Great South Bay Coffee: Great Coffee for the Great South Bay

Some Unsorted Thoughts on Ordinal Time, Not Being a Cafe Person, and big(O) of learning

Posted on January 07, 2026

Scattered thoughts I’m not going to expand on here…

I remember first encountering the idea that a number can be Ordinal or Cardinal in an intro stats class nearly 20 years ago. In the past year or so I’ve come to appreciate that the labels applied to time. A server’s uptime is a matter of Cardinal time. Productivity advice often assumes Cardinal time that needs to be optimized. Any of the 24 hours of the day could be wasted and your goal was to get 100% out of them.

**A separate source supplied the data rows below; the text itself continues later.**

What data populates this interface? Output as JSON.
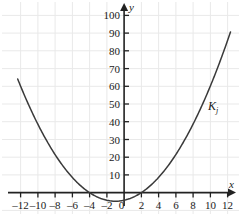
{
  "chart_data": {
    "type": "line",
    "title": "",
    "subtitle": "",
    "xlabel": "x",
    "ylabel": "y",
    "xlim": [
      -13,
      13
    ],
    "ylim": [
      -6,
      104
    ],
    "grid": true,
    "grid_color": "#e8e8e8",
    "axis_color": "#222222",
    "curve_color": "#333333",
    "background": "#ffffff",
    "legend_position": "inline-annotation",
    "xticks": [
      -12,
      -10,
      -8,
      -6,
      -4,
      -2,
      0,
      2,
      4,
      6,
      8,
      10,
      12
    ],
    "xtick_labels": [
      "–12",
      "–10",
      "–8",
      "–6",
      "–4",
      "–2",
      "0",
      "2",
      "4",
      "6",
      "8",
      "10",
      "12"
    ],
    "yticks": [
      10,
      20,
      30,
      40,
      50,
      60,
      70,
      80,
      90,
      100
    ],
    "ytick_labels": [
      "10",
      "20",
      "30",
      "40",
      "50",
      "60",
      "70",
      "80",
      "90",
      "100"
    ],
    "annotations": [
      {
        "text": "K",
        "subscript": "j",
        "x": 10.2,
        "y": 51
      }
    ],
    "series": [
      {
        "name": "K_j",
        "equation": "y = 0.54(x + 4)(x - 2)",
        "vertex": [
          -1,
          -4.9
        ],
        "roots": [
          -4,
          2
        ],
        "x": [
          -12,
          -11,
          -10,
          -9,
          -8,
          -7,
          -6,
          -5,
          -4,
          -3,
          -2,
          -1,
          0,
          1,
          2,
          3,
          4,
          5,
          6,
          7,
          8,
          9,
          10,
          11,
          12
        ],
        "values": [
          60.5,
          52.9,
          45.9,
          39.4,
          43.2,
          27.0,
          22.1,
          17.8,
          0.0,
          -4.3,
          -6.5,
          -4.9,
          -4.3,
          -5.4,
          0.0,
          7.6,
          17.3,
          29.2,
          43.2,
          59.4,
          43.2,
          58.3,
          65.9,
          75.6,
          86.4
        ]
      }
    ]
  },
  "figure": {
    "axis_label_x": "x",
    "axis_label_y": "y",
    "curve_label_main": "K",
    "curve_label_sub": "j"
  }
}
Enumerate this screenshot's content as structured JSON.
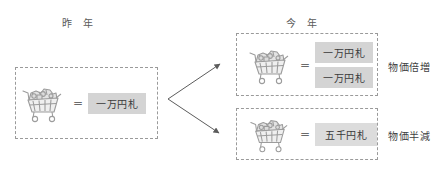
{
  "headers": {
    "last_year": "昨 年",
    "this_year": "今 年"
  },
  "equals_sign": "=",
  "panels": {
    "last_year": {
      "name": "last-year-panel",
      "cart_icon": "shopping-cart-icon",
      "notes": [
        "一万円札"
      ]
    },
    "price_double": {
      "name": "price-double-panel",
      "cart_icon": "shopping-cart-icon",
      "notes": [
        "一万円札",
        "一万円札"
      ]
    },
    "price_half": {
      "name": "price-half-panel",
      "cart_icon": "shopping-cart-icon",
      "notes": [
        "五千円札"
      ]
    }
  },
  "captions": {
    "price_double": "物価倍増",
    "price_half": "物価半減"
  },
  "colors": {
    "note_background": "#d4d4d4",
    "panel_border": "#9a9a9a",
    "arrow": "#5c5c5c",
    "text": "#3f3f3f",
    "header_text": "#5a5a5a"
  }
}
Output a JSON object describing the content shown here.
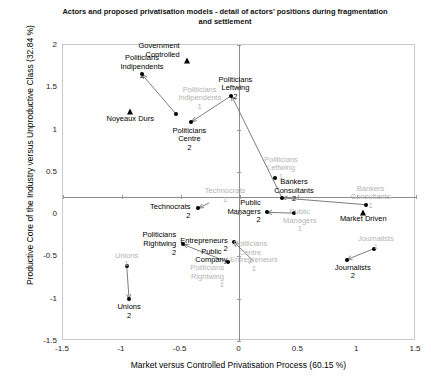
{
  "chart_data": {
    "type": "scatter",
    "title": "Actors and proposed privatisation models - detail of actors' positions during fragmentation and settlement",
    "xlabel": "Market versus Controlled Privatisation Process (60.15 %)",
    "ylabel": "Productive Core of the Industry versus Unproductive Class (32.84 %)",
    "xlim": [
      -1.5,
      1.5
    ],
    "ylim": [
      -1.5,
      2
    ],
    "xticks": [
      "-1.5",
      "-1",
      "-0.5",
      "0",
      "0.5",
      "1",
      "1.5"
    ],
    "xtick_values": [
      -1.5,
      -1,
      -0.5,
      0,
      0.5,
      1,
      1.5
    ],
    "yticks": [
      "-1.5",
      "-1",
      "-0.5",
      "0",
      "0.5",
      "1",
      "1.5",
      "2"
    ],
    "ytick_values": [
      -1.5,
      -1,
      -0.5,
      0,
      0.5,
      1,
      1.5,
      2
    ],
    "grid": false,
    "legend": "none",
    "axis_lines_at_zero": true,
    "points": [
      {
        "label": "Politicians Indipendents 2",
        "x": -0.82,
        "y": 1.64,
        "marker": "dot",
        "style": "dark",
        "label_pos": "above-center",
        "label_dx": 0,
        "label_dy": -20
      },
      {
        "label": "Politicians Indipendents 1",
        "x": -0.33,
        "y": 1.45,
        "marker": "none",
        "style": "pale",
        "label_pos": "center",
        "label_dx": 0,
        "label_dy": -5
      },
      {
        "label": "Government Controlled",
        "x": -0.44,
        "y": 1.8,
        "marker": "triangle",
        "style": "dark",
        "label_pos": "left-of",
        "label_dx": -7,
        "label_dy": -19
      },
      {
        "label": "Noyeaux Durs",
        "x": -0.92,
        "y": 1.2,
        "marker": "triangle",
        "style": "dark",
        "label_pos": "below-center",
        "label_dx": 0,
        "label_dy": 3
      },
      {
        "label": "",
        "x": -0.53,
        "y": 1.17,
        "marker": "dot",
        "style": "dark",
        "label_pos": "none",
        "label_dx": 0,
        "label_dy": 0
      },
      {
        "label": "Politicians Centre 2",
        "x": -0.4,
        "y": 1.08,
        "marker": "dot",
        "style": "dark",
        "label_pos": "below-center",
        "label_dx": -2,
        "label_dy": 5
      },
      {
        "label": "Politicians Leftwing 2",
        "x": -0.06,
        "y": 1.39,
        "marker": "dot",
        "style": "dark",
        "label_pos": "above-center",
        "label_dx": 4,
        "label_dy": -20
      },
      {
        "label": "Politicians Leftwing 1",
        "x": 0.31,
        "y": 0.42,
        "marker": "dot",
        "style": "pale",
        "label_pos": "above-center",
        "label_dx": 6,
        "label_dy": -22
      },
      {
        "label": "Bankers Consultants 2",
        "x": 0.37,
        "y": 0.18,
        "marker": "dot",
        "style": "dark",
        "label_pos": "above-center",
        "label_dx": 12,
        "label_dy": -20
      },
      {
        "label": "Bankers Consultants 1",
        "x": 1.08,
        "y": 0.1,
        "marker": "dot",
        "style": "pale",
        "label_pos": "above-center",
        "label_dx": 5,
        "label_dy": -20
      },
      {
        "label": "Market Driven",
        "x": 1.06,
        "y": 0.0,
        "marker": "triangle",
        "style": "dark",
        "label_pos": "center",
        "label_dx": 0,
        "label_dy": 2
      },
      {
        "label": "Public Managers 2",
        "x": 0.24,
        "y": 0.01,
        "marker": "dot",
        "style": "dark",
        "label_pos": "left-of",
        "label_dx": -6,
        "label_dy": -13
      },
      {
        "label": "Public Managers 1",
        "x": 0.47,
        "y": 0.0,
        "marker": "dot",
        "style": "pale",
        "label_pos": "right-of",
        "label_dx": 6,
        "label_dy": -5
      },
      {
        "label": "Technocrats 2",
        "x": -0.34,
        "y": 0.06,
        "marker": "dot",
        "style": "dark",
        "label_pos": "left-of",
        "label_dx": -8,
        "label_dy": -5
      },
      {
        "label": "Technocrats 1",
        "x": -0.25,
        "y": 0.14,
        "marker": "none",
        "style": "pale",
        "label_pos": "above-center",
        "label_dx": 16,
        "label_dy": -14
      },
      {
        "label": "Politicians Rightwing 2",
        "x": -0.47,
        "y": -0.37,
        "marker": "dot",
        "style": "dark",
        "label_pos": "left-of",
        "label_dx": -7,
        "label_dy": -13
      },
      {
        "label": "Entrepreneurs 2",
        "x": -0.04,
        "y": -0.34,
        "marker": "dot",
        "style": "dark",
        "label_pos": "left-of",
        "label_dx": -6,
        "label_dy": -5
      },
      {
        "label": "Public Company",
        "x": -0.23,
        "y": -0.47,
        "marker": "none",
        "style": "dark",
        "label_pos": "center",
        "label_dx": 0,
        "label_dy": -5
      },
      {
        "label": "Politicians Rightwing 1",
        "x": -0.09,
        "y": -0.58,
        "marker": "dot",
        "style": "pale",
        "label_pos": "left-of",
        "label_dx": -4,
        "label_dy": 2
      },
      {
        "label": "Politicians Centre 1",
        "x": 0.1,
        "y": -0.38,
        "marker": "none",
        "style": "pale",
        "label_pos": "center",
        "label_dx": 0,
        "label_dy": -5
      },
      {
        "label": "Entrepreneurs 1",
        "x": 0.13,
        "y": -0.57,
        "marker": "none",
        "style": "pale",
        "label_pos": "center",
        "label_dx": 0,
        "label_dy": -5
      },
      {
        "label": "Journalists 1",
        "x": 1.15,
        "y": -0.42,
        "marker": "dot",
        "style": "pale",
        "label_pos": "above-center",
        "label_dx": 2,
        "label_dy": -14
      },
      {
        "label": "Journalists 2",
        "x": 0.92,
        "y": -0.55,
        "marker": "dot",
        "style": "dark",
        "label_pos": "below-center",
        "label_dx": 6,
        "label_dy": 4
      },
      {
        "label": "Unions 1",
        "x": -0.95,
        "y": -0.62,
        "marker": "dot",
        "style": "pale",
        "label_pos": "above-center",
        "label_dx": 0,
        "label_dy": -14
      },
      {
        "label": "Unions 2",
        "x": -0.93,
        "y": -1.02,
        "marker": "dot",
        "style": "dark",
        "label_pos": "below-center",
        "label_dx": 0,
        "label_dy": 4
      }
    ],
    "arrows": [
      {
        "from": [
          -0.53,
          1.17
        ],
        "to": [
          -0.82,
          1.64
        ],
        "name": "indipendents-shift"
      },
      {
        "from": [
          0.37,
          0.18
        ],
        "to": [
          -0.06,
          1.39
        ],
        "name": "leftwing-shift"
      },
      {
        "from": [
          -0.06,
          1.39
        ],
        "to": [
          -0.4,
          1.08
        ],
        "name": "centre-shift"
      },
      {
        "from": [
          1.08,
          0.1
        ],
        "to": [
          0.37,
          0.18
        ],
        "name": "bankers-shift"
      },
      {
        "from": [
          0.47,
          0.0
        ],
        "to": [
          0.24,
          0.01
        ],
        "name": "managers-shift"
      },
      {
        "from": [
          -0.25,
          0.12
        ],
        "to": [
          -0.34,
          0.06
        ],
        "name": "technocrats-shift"
      },
      {
        "from": [
          -0.09,
          -0.58
        ],
        "to": [
          -0.47,
          -0.37
        ],
        "name": "rightwing-shift"
      },
      {
        "from": [
          0.13,
          -0.57
        ],
        "to": [
          -0.04,
          -0.34
        ],
        "name": "entrepreneurs-shift"
      },
      {
        "from": [
          1.15,
          -0.42
        ],
        "to": [
          0.92,
          -0.55
        ],
        "name": "journalists-shift"
      },
      {
        "from": [
          -0.95,
          -0.62
        ],
        "to": [
          -0.93,
          -1.02
        ],
        "name": "unions-shift"
      }
    ]
  }
}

But talk to a tree for a while and you’ll learn that a living thing’s time is a matter of Ordinal time. You do a thing, then the next thing. It might take a lot of time or a little. You might go faster or slower. But optimization doesn’t make sense because it’s not a closed system of easily observed and controlled variables. Time is a series of moments, not a box of roughly homogenous time to be allocated efficiently.

Life is about computation, not optimization.

An excellent piece of advice for learning something is to start by working hard at coming up with your own answer long before you go read what the experts have to say. You’ll probably turn out to be wrong, but you’ll have a deeper understanding and there’s a non-0 chance that you stumble on something unique.

If you start with Answer A, you’ll be caught in Answer A’s intellectual rut.

I only go to cafes when I’m traveling. It’s a side effect of roasting my own coffee; coffee at home is cheaper and better than the alternative 9 times out of 10. As a result, there’s a big hole in my knowledge around what a cafe should be and how it should work. But I’ve been trying my own thing without Answer A, and it’s been largely positive. Answer B comes with a different set of overlapping problems, blind spots, and assumptions. I’m pretty happy with Answer B so far, but I’m keeping my mind open.

I don’t think I’d actually want to have The Answer all at once. I think I prefer iterating over the messy data of life and adapting my approach as I go.